The Marshall file

JAMES RUSK
Aug 10, 2006
Globe & Mail

While Mr. Justice T. David Marshall of the Ontario Superior Court has come to public attention with his interventions in the Caledonia land dispute, he has been a prominent jurist for two decades.

Before Judge Marshall, though, there was Dr. Marshall. He graduated from medical school in 1963, attended law school and was admitted to the bar in 1972. For the next decade, he practised in Haldimand County as a doctor in the morning and a lawyer in the afternoon.

He went on to head the National Judicial Institute, where many of Canada's judges receive training, in the late 1980s and 1990s. He also earned a reputation as a doughty defender of judicial independence.

In fact, he wrote a book on the subject -- Judicial Conduct and Accountability -- in which he warned that the power of chief justices to dispense assignments or promotions could threaten the independence of judges by turning them into seekers of favours from the boss.

Judge Marshall was also Ontario's first doctor and lawyer to be a coroner -- he wrote another book on law for coroners -- and even now, he takes breaks from the bench to fly to Latin America and practise with a team of medical missionaries.

Judge Marshall also wrote a short history of Haldimand County, published in 2003.

His deep roots in the region have prompted accusations of possible bias on both sides.

For one, he has been recognized for past volunteer work by being named an honorary chief of the Six Nations.

When he moved back home to sit on the bench, he moved into a family property that lies within the Haldimand Grant, the vast parcel of land that lies at the core of the legal dispute in Caledonia.

In March, during court proceedings on his February injunction to clear native protesters from a building site, he was challenged that this could create an apprehension of bias in any ruling he made on the Caledonia dispute. He rejected the argument, noting that most local judges own land on the 385,000-hectare tract.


## What the task requires
Images do not belong in the copy. Set down all the entries exactly.

*** Provided records ***

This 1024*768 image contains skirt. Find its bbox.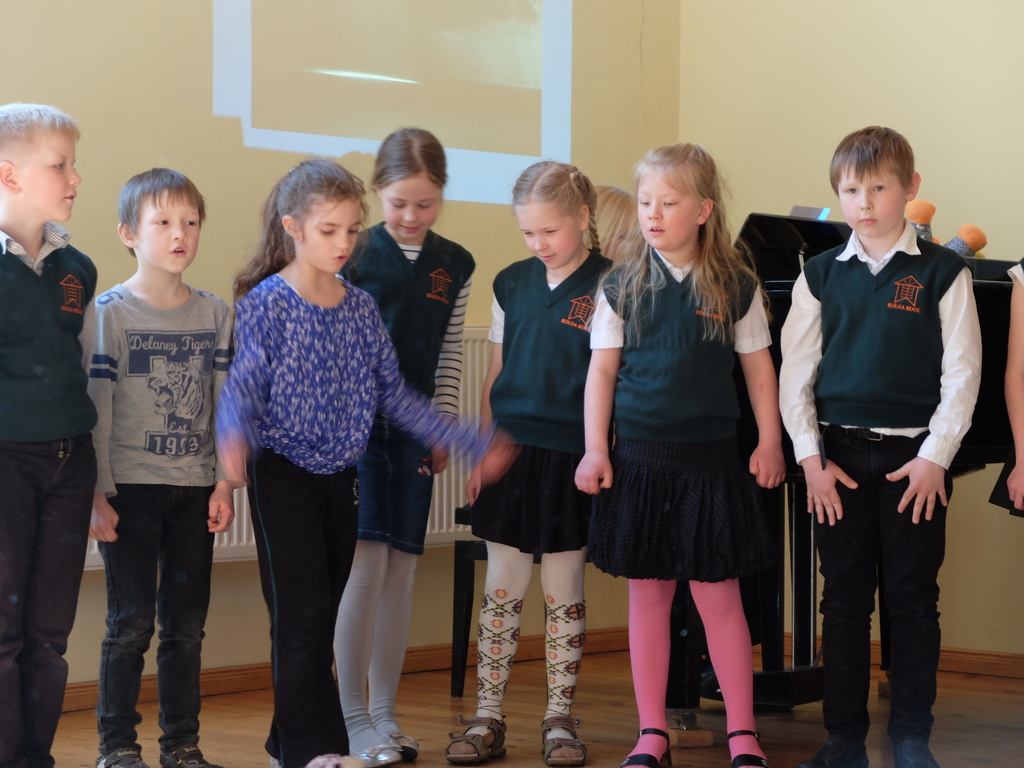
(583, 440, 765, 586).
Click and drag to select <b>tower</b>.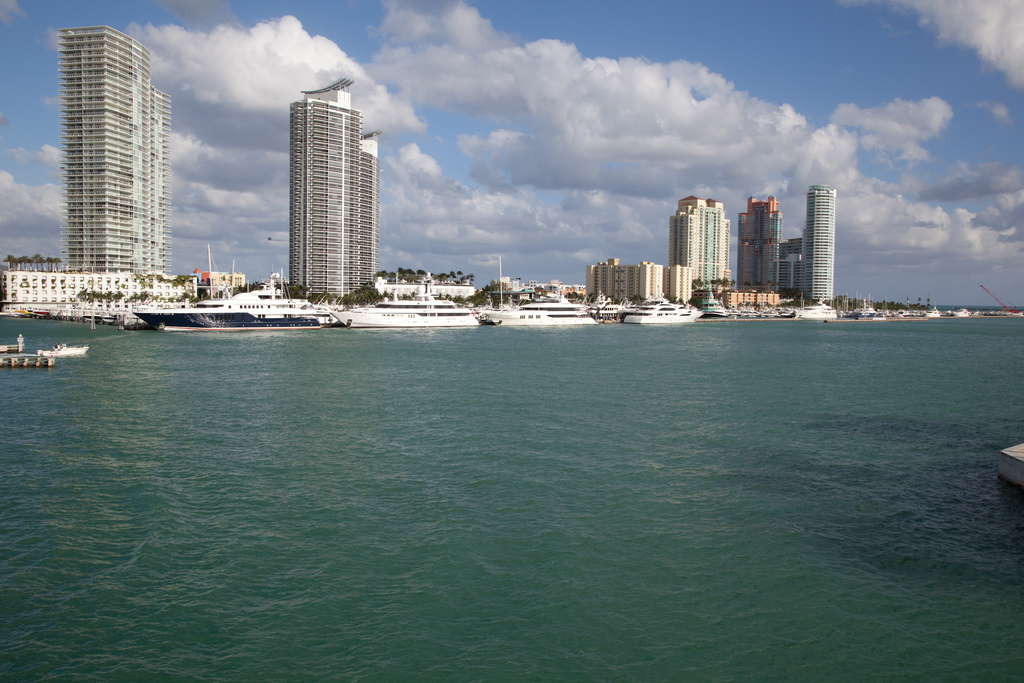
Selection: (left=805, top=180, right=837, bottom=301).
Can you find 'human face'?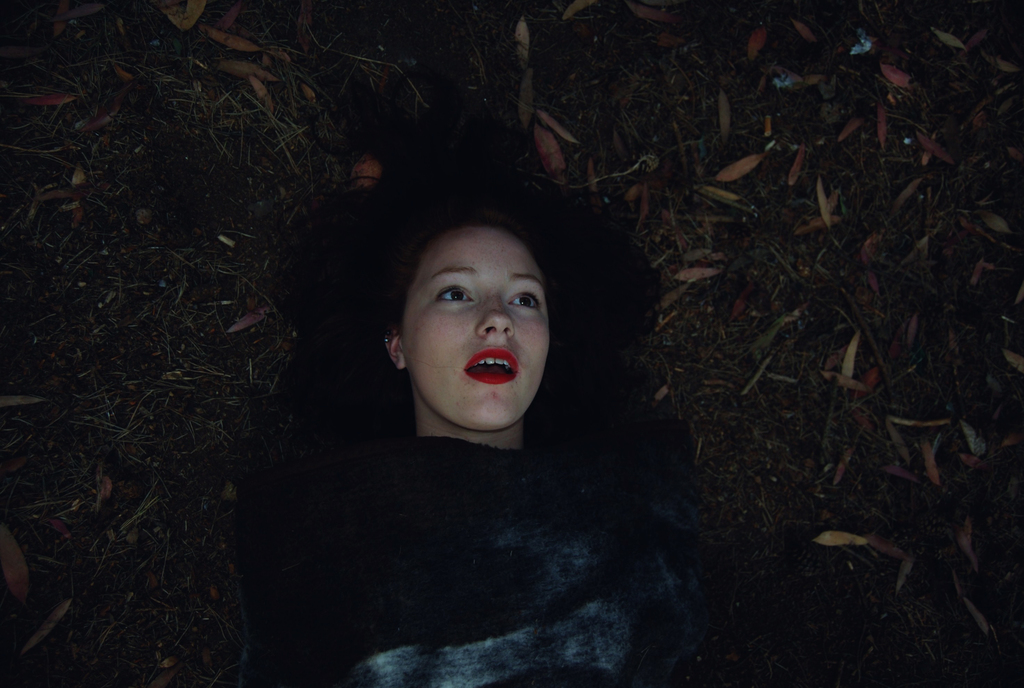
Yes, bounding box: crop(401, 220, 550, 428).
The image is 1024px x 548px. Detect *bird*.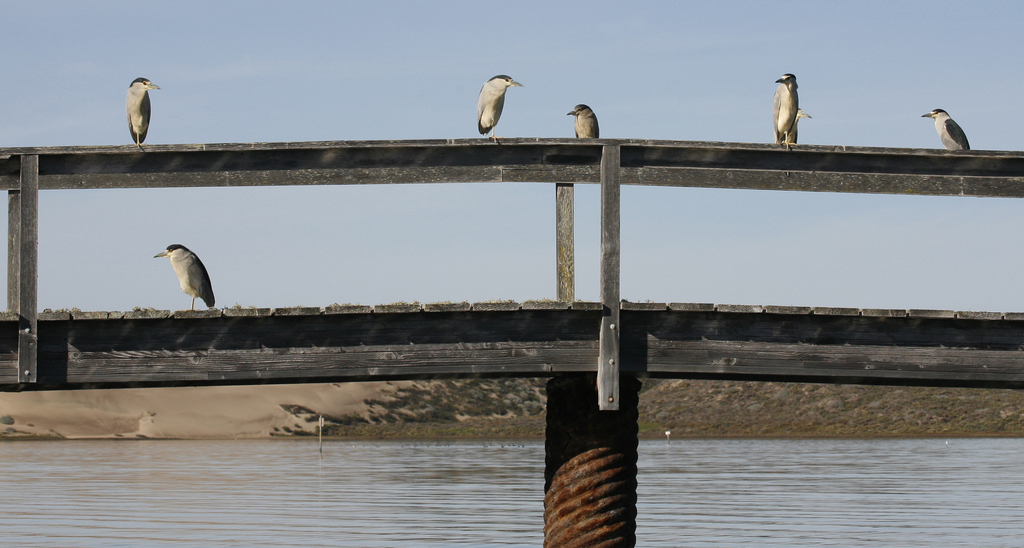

*** End of Provided records ***

## Result below
This 1024*768 image contains skirt. Find its bbox.
(583, 440, 765, 586).
Click and drag to select <b>tower</b>.
Selection: (left=805, top=180, right=837, bottom=301).
Can you find 'human face'?
Yes, bounding box: crop(401, 220, 550, 428).
The image is 1024px x 548px. Detect *bird*.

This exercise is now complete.